Learning from imperfect quantum data via unsupervised domain adaptation with classical shadows

arXiv:2603.2829453.2h-index: 7
AI Analysis

This work addresses a practical challenge in quantum machine learning for researchers and practitioners dealing with noisy or mismatched quantum data, representing an incremental improvement by adapting existing domain adaptation techniques to quantum contexts.

The paper tackles the problem of learning from imperfect quantum data where clean, labeled target data is unavailable, by using unsupervised domain adaptation with classical shadows. The method outperforms non-adaptive baselines and unsupervised learning approaches in quantum phase and entanglement classification tasks under realistic domain shifts.
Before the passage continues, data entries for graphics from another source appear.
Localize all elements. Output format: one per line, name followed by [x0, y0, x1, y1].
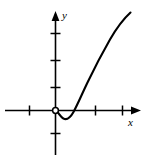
x-axis-arrowhead: [131, 107, 141, 115]
y-axis-label: y: [62, 10, 67, 21]
curve-path: [57, 13, 131, 120]
graph-figure: y x: [0, 0, 149, 159]
y-axis-arrowhead: [52, 11, 60, 21]
open-circle-icon: [53, 108, 59, 114]
x-axis-label: x: [128, 117, 133, 128]
coordinate-plane-svg: [0, 0, 149, 159]
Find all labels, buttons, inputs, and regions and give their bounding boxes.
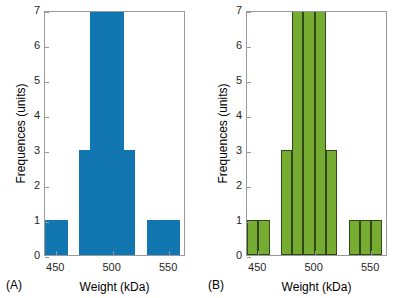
- y-tick: [45, 257, 49, 258]
- x-tick: [258, 251, 259, 255]
- y-tick-label: 3: [34, 145, 40, 156]
- x-axis-label: Weight (kDa): [44, 280, 185, 294]
- histogram-bar: [326, 150, 337, 255]
- y-tick: [247, 257, 251, 258]
- x-axis-label: Weight (kDa): [246, 280, 387, 294]
- y-axis-label: Frequences (units): [216, 11, 230, 256]
- y-tick-label: 7: [236, 5, 242, 16]
- y-tick-label: 3: [236, 145, 242, 156]
- histogram-bar: [303, 12, 314, 255]
- histogram-bar: [169, 220, 180, 255]
- y-tick-label: 6: [34, 40, 40, 51]
- y-tick-label: 4: [236, 110, 242, 121]
- y-tick: [45, 187, 49, 188]
- plot-axes-a: [44, 11, 185, 256]
- y-tick: [45, 12, 49, 13]
- histogram-bar: [360, 220, 371, 255]
- x-tick-label: 450: [248, 262, 266, 273]
- y-tick-label: 0: [236, 250, 242, 261]
- y-tick: [247, 152, 251, 153]
- y-tick: [247, 117, 251, 118]
- y-tick-label: 2: [236, 180, 242, 191]
- y-axis-label: Frequences (units): [14, 11, 28, 256]
- histogram-bar: [147, 220, 158, 255]
- x-tick-label: 550: [159, 262, 177, 273]
- y-tick: [247, 12, 251, 13]
- histogram-bar: [56, 220, 67, 255]
- panel-a: 01234567450500550Weight (kDa)Frequences …: [0, 0, 202, 298]
- y-tick: [45, 117, 49, 118]
- histogram-bar: [258, 220, 269, 255]
- plot-axes-b: [246, 11, 387, 256]
- y-tick: [45, 82, 49, 83]
- histogram-bar: [90, 12, 101, 255]
- x-tick: [315, 251, 316, 255]
- y-tick: [45, 152, 49, 153]
- x-tick-label: 450: [46, 262, 64, 273]
- panel-label-a: (A): [6, 278, 22, 292]
- x-tick: [56, 251, 57, 255]
- histogram-bar: [371, 220, 382, 255]
- x-tick-label: 550: [361, 262, 379, 273]
- x-tick: [113, 251, 114, 255]
- histogram-bar: [124, 150, 135, 255]
- y-tick-label: 0: [34, 250, 40, 261]
- y-tick-label: 6: [236, 40, 242, 51]
- y-tick-label: 7: [34, 5, 40, 16]
- y-tick-label: 1: [34, 215, 40, 226]
- x-tick: [169, 251, 170, 255]
- panel-label-b: (B): [208, 278, 224, 292]
- y-tick-label: 2: [34, 180, 40, 191]
- y-tick-label: 1: [236, 215, 242, 226]
- histogram-bar: [45, 220, 56, 255]
- y-tick: [45, 47, 49, 48]
- histogram-bar: [158, 220, 169, 255]
- x-tick-label: 500: [102, 262, 120, 273]
- x-tick: [371, 251, 372, 255]
- y-tick-label: 4: [34, 110, 40, 121]
- x-tick-label: 500: [304, 262, 322, 273]
- histogram-bar: [113, 12, 124, 255]
- histogram-bar: [247, 220, 258, 255]
- histogram-bar: [349, 220, 360, 255]
- plot-area-a: [45, 12, 184, 255]
- y-tick: [247, 47, 251, 48]
- panel-b: 01234567450500550Weight (kDa)Frequences …: [202, 0, 404, 298]
- histogram-figure: 01234567450500550Weight (kDa)Frequences …: [0, 0, 405, 298]
- y-tick: [247, 82, 251, 83]
- y-tick: [247, 222, 251, 223]
- histogram-bar: [101, 12, 112, 255]
- histogram-bar: [292, 12, 303, 255]
- y-tick-label: 5: [34, 75, 40, 86]
- histogram-bar: [79, 150, 90, 255]
- histogram-bar: [315, 12, 326, 255]
- y-tick-label: 5: [236, 75, 242, 86]
- y-tick: [247, 187, 251, 188]
- histogram-bar: [281, 150, 292, 255]
- y-tick: [45, 222, 49, 223]
- plot-area-b: [247, 12, 386, 255]
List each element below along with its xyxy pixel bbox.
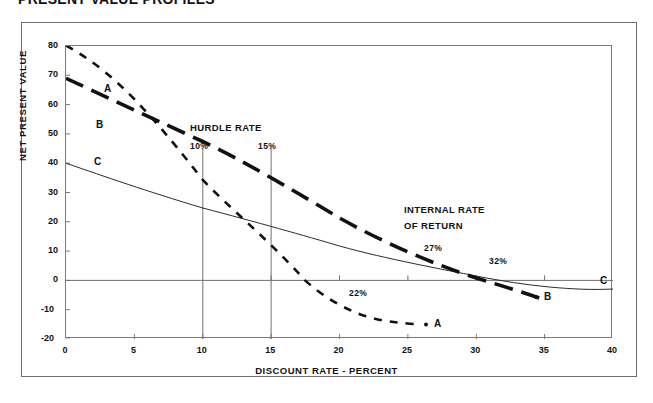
plot-area: A B C A B C (65, 45, 612, 338)
hurdle-rate-annotation: HURDLE RATE (190, 122, 262, 133)
series-label-a-right: A (434, 318, 441, 329)
x-tick-label: 10 (187, 345, 217, 355)
y-tick-label: 0 (30, 274, 58, 284)
irr-label-b-27: 27% (424, 243, 442, 253)
x-axis-title: DISCOUNT RATE - PERCENT (0, 365, 653, 376)
series-label-b-right: B (544, 291, 551, 302)
zero-line-ticks (271, 275, 544, 280)
x-tick-label: 40 (597, 345, 627, 355)
x-axis-ticks (134, 334, 544, 339)
y-tick-label: 70 (30, 69, 58, 79)
series-b-endpoint-dot (534, 295, 538, 299)
x-tick-label: 30 (460, 345, 490, 355)
hurdle-rate-10-label: 10% (190, 141, 208, 151)
chart-screenshot: PRESENT VALUE PROFILES 80 70 60 50 40 30… (0, 0, 653, 403)
series-label-c-right: C (600, 275, 607, 286)
y-tick-label: 40 (30, 157, 58, 167)
x-tick-label: 15 (255, 345, 285, 355)
chart-plot-svg (66, 46, 613, 339)
y-tick-label: -10 (26, 304, 54, 314)
series-b-line (66, 78, 545, 300)
x-tick-label: 0 (50, 345, 80, 355)
y-tick-label: 20 (30, 216, 58, 226)
y-tick-label: 30 (30, 187, 58, 197)
x-tick-label: 25 (392, 345, 422, 355)
irr-label-c-32: 32% (489, 256, 507, 266)
x-tick-label: 20 (324, 345, 354, 355)
series-a-line (66, 46, 421, 325)
irr-label-a-22: 22% (349, 288, 367, 298)
series-a-endpoint-dot (424, 323, 428, 327)
y-tick-label: 80 (30, 40, 58, 50)
x-tick-label: 35 (529, 345, 559, 355)
y-tick-label: 10 (30, 245, 58, 255)
y-axis-title: NET PRESENT VALUE (17, 16, 28, 196)
series-c-line (66, 163, 613, 289)
series-label-b-left: B (96, 119, 103, 130)
series-label-c-left: C (94, 156, 101, 167)
internal-rate-of-return-annotation-line1: INTERNAL RATE (404, 204, 485, 215)
y-tick-label: 50 (30, 128, 58, 138)
series-label-a-left: A (104, 83, 111, 94)
y-tick-label: 60 (30, 99, 58, 109)
page-title: PRESENT VALUE PROFILES (18, 0, 215, 7)
y-axis-ticks (66, 46, 70, 339)
internal-rate-of-return-annotation-line2: OF RETURN (404, 220, 463, 231)
y-tick-label: -20 (26, 333, 54, 343)
hurdle-rate-15-label: 15% (258, 141, 276, 151)
x-tick-label: 5 (118, 345, 148, 355)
Learning from quantum data using classical machine learning models has emerged as a promising paradigm toward realizing quantum advantages. Despite extensive analyses on their performance, clean and fully labeled quantum data from the target domain are often unavailable in practical scenarios, forcing models to be trained on data collected under conditions that differ from those encountered at deployment. This mismatch highlights the need for new approaches beyond the common assumptions of prior work. In this work, we address this issue by employing an unsupervised domain adaptation framework for learning from imperfect quantum data. Specifically, by leveraging classical representations of quantum states obtained via classical shadows, we perform unsupervised domain adaptation entirely within a classical computational pipeline once measurements on the quantum states are executed. We numerically evaluate the framework on quantum phases of matter and entanglement classification tasks under realistic domain shifts. Across both tasks, our method outperforms source-only non-adaptive baselines and target-only unsupervised learning approaches, demonstrating the practical applicability of domain adaptation to realistic quantum data learning.

Foundations

The foundational work for this paper's niche, ranked by how specifically the neighbourhood builds on it — not by global fame.